Added bonus with brick houses - they're a little less prone to bursting in to flames in a bush fire.

40f344755afa46d4de119020bec4db4a.jpg
 
The city in California I left some 15 years ago has grown so much that most construction must go up rather than spread out over countryside that is no longer there. Everything has been overdeveloped. I couldn't imagine living there now with so many people and so much traffic.
Where in Cali?
 
Just a curious note about different types of housing, and different styles. To me this is more interesting than the fancy architecture you see in the city centres. If you click on the map link I posted above and go to street view and have a look around, people from different countries will have different ideas about what sort of neighbouhood it is by looking at the houses.

When I was growing up it was one of those rough neighbourhoods at the lower end of the socio-economic ladder. In Australia that's pretty much as close as you'll get to what Europeans call a slum or a ghetto. It has improved in recent decades according to hearsay but going by news reports it's still an area with a large rough element.

A lot of houses in similar suburbs in the eastern states are built with what we call Weather Board, picture below. I noticed this is popular in the northern americas as well, I assume because it's cheap. Here all the houses are brick because of termites. There's also some pretty strict building regulations about housing foundations because of the termites, so weather board houses looked a bit weird to me the first time I saw them.

Added bonus with brick houses - they're a little less prone to bursting in to flames in a bush fire.

View attachment 121378
That's really pretty. It looks like something that would be in a coastal town
 
Walnut Creek, Concord and Pleasant Hill.

Though I could say the same for Pinole, though it isn't built up like the Diablo Valley has become. I've also lived briefly in San Diego, San Mateo and Sacramento over the years.
I know several of those places :)

I grew up in California, in the Southern California high desert. But I have traveled and lived all over.
 
I've Googled Earth several times over Phoenix and it is too big now.
Wouldn't want to go back.
Our house I was born into is gone. Apartments and a new neighborhood now.
It was bounded to the south by a field of horses back then and more fields for grazing behind the house to the west.

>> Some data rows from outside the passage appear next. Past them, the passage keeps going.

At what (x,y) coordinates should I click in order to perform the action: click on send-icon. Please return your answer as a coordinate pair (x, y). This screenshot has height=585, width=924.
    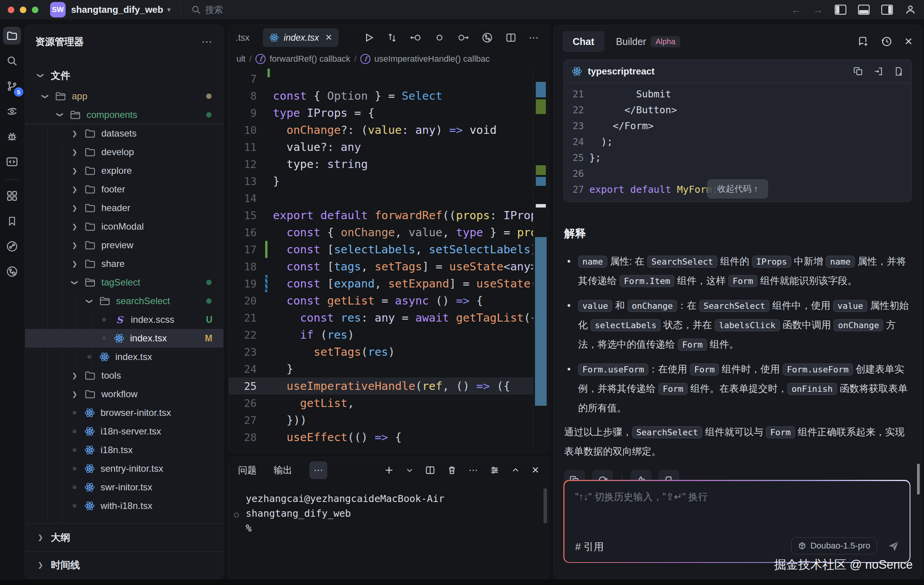
    Looking at the image, I should click on (894, 546).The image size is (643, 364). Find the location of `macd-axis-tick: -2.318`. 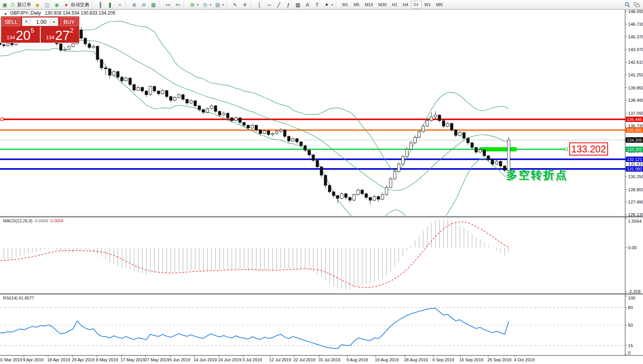

macd-axis-tick: -2.318 is located at coordinates (635, 291).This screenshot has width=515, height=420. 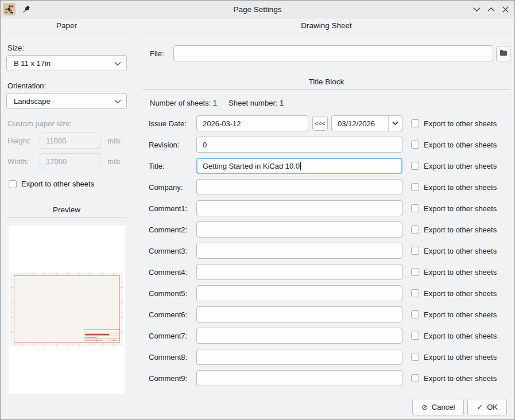 I want to click on title-block-header: Title Block, so click(x=326, y=80).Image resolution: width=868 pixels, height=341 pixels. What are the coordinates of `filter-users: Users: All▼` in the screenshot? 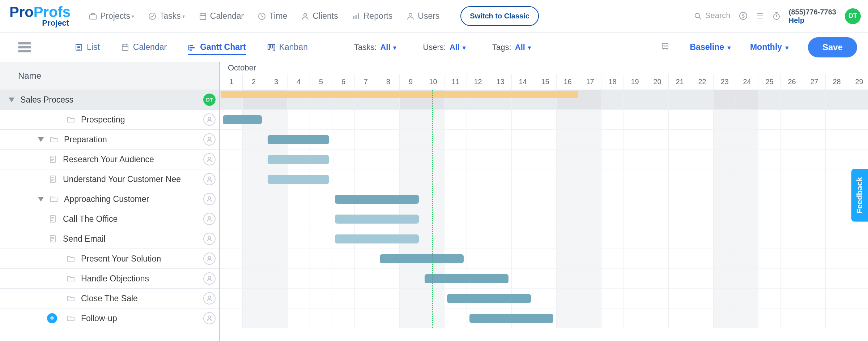 It's located at (445, 47).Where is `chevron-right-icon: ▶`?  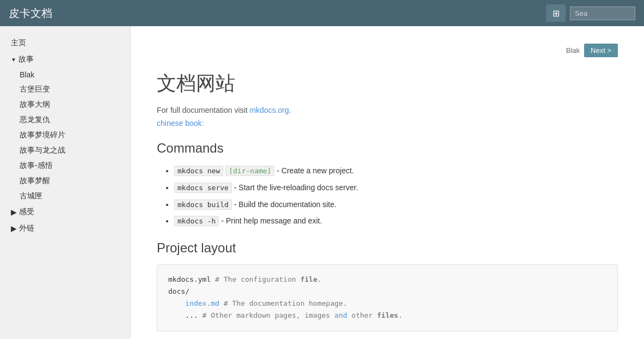 chevron-right-icon: ▶ is located at coordinates (14, 212). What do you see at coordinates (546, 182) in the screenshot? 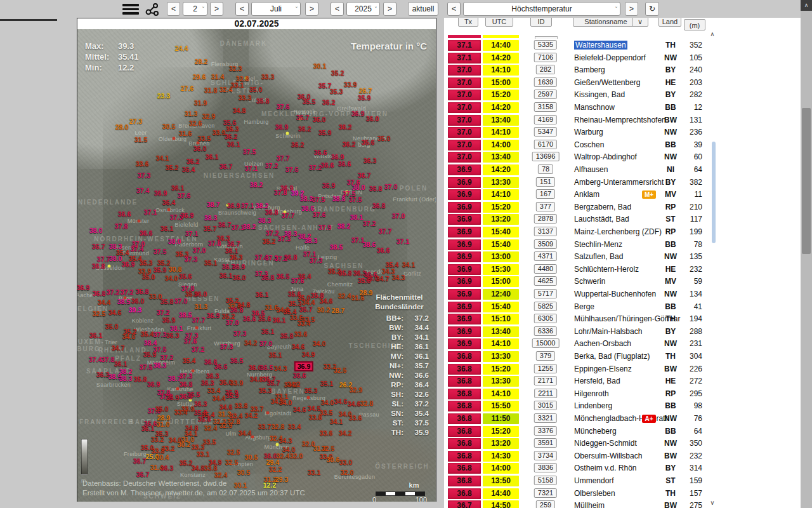
I see `station-id-button: 151` at bounding box center [546, 182].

The hospital I was born in was torn down and a new cancer hospital put in its place.
One strange thing that is still there, last I looked, is the small grocery store on McDowell where we shopped all the time. It was only a few blocks away.
How it survived, I don't know. Everything else is gone and rebuilt.

The area my parents were living in when I was conceived is closer to Tucson.
In the desert, bordering a reservation.
This is a picture of the beautiful mission that was only about a mile from where they lived. It is still a tourist attraction.

0729A018.jpg

Mission San Xavier-La Paloma Blanca

And this is really vintage:
The Remuda Dude Ranch. My mother worked there as a maid at the time.
It is now a retreat for helping troubled teens. All rebuilt and new.
Then:
s-l1000.jpg

circa 1956.
 
You can never go home, it's not there any more. Even if you've only been gone a year, when you get back it's all changed, or your perspective has changed, or both.

Even though I live in the same city again I haven't bothered visiting the suburb that I grew up in, what's the point? I did use google maps in satellite view and street view to have a look at the house I grew up in though. All the fruit trees are gone and the back yard is just bare dirt but the lounge room still has the vertical blinds that my mother had installed in the 70s.

57 Margaret Ave.
https://www.google.com.au/maps/plac...d138.6441302!16s/g/11c1drftqh?hl=en&entry=ttu
Exactly. We all change and our lifestyles can change. For example, when we moved I wasn’t a vegetarian yet. I don’t remember any health food stores in our old neighborhood, and I don’t know of any around there now. So even if I could have the old house back it would probably be too inconvenient. (Still, part of me wonders what things would have been like if we had stayed.)

Also, being on the spectrum, we’ve probably all had our share of hardships growing up. So thinking about home can bring up some unpleasant memories as well.